Data collected by the union between 2022 and 2024 shows 398 problematic cases handled: 197 in Naples and its province alone, 68 in the Salerno area, 43 in the Caserta area, and others scattered throughout Campania and the rest of Italy, often handled by consultants and CAFs in the Naples area. The sectors most affected are those known for exploitation: agriculture, catering, textiles, and construction.
Ricci (CGIL): "The Flow Decree doesn't work."
For Nicola Ricci, general secretary of the CGIL (Naples and Campania) union, the problem is systemic. "The non-EU worker is doubly defrauded: he can't find a fake employer, and he's not even entitled to a residence permit."
The union's attack is direct: "As a union, we have always maintained that the Flow Decree doesn't work." Ricci highlights the criticality of the Bossi-Fini law and describes a "supply chain currently in the hands of criminals, made up of false expectations, fake authorizations, and shell companies."
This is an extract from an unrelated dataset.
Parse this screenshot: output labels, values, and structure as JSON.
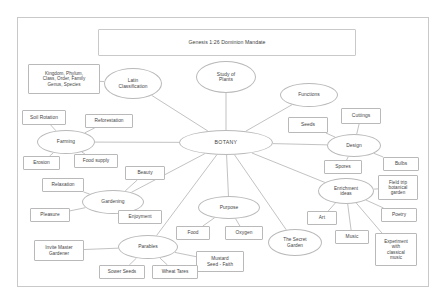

The CGIL's appeal comes not coincidentally, "in the weeks when the government is preparing to approve the Budget Law." The request is clear: allocate resources to help these people emerge from illegal activity and support the judiciary's efforts to stop this trafficking.







Comments (1)
This is a very serious problem that affects many workers who came here with hope. It's strange that the authorities are doing nothing to stop these scams and help people obtain the necessary documents to work legally.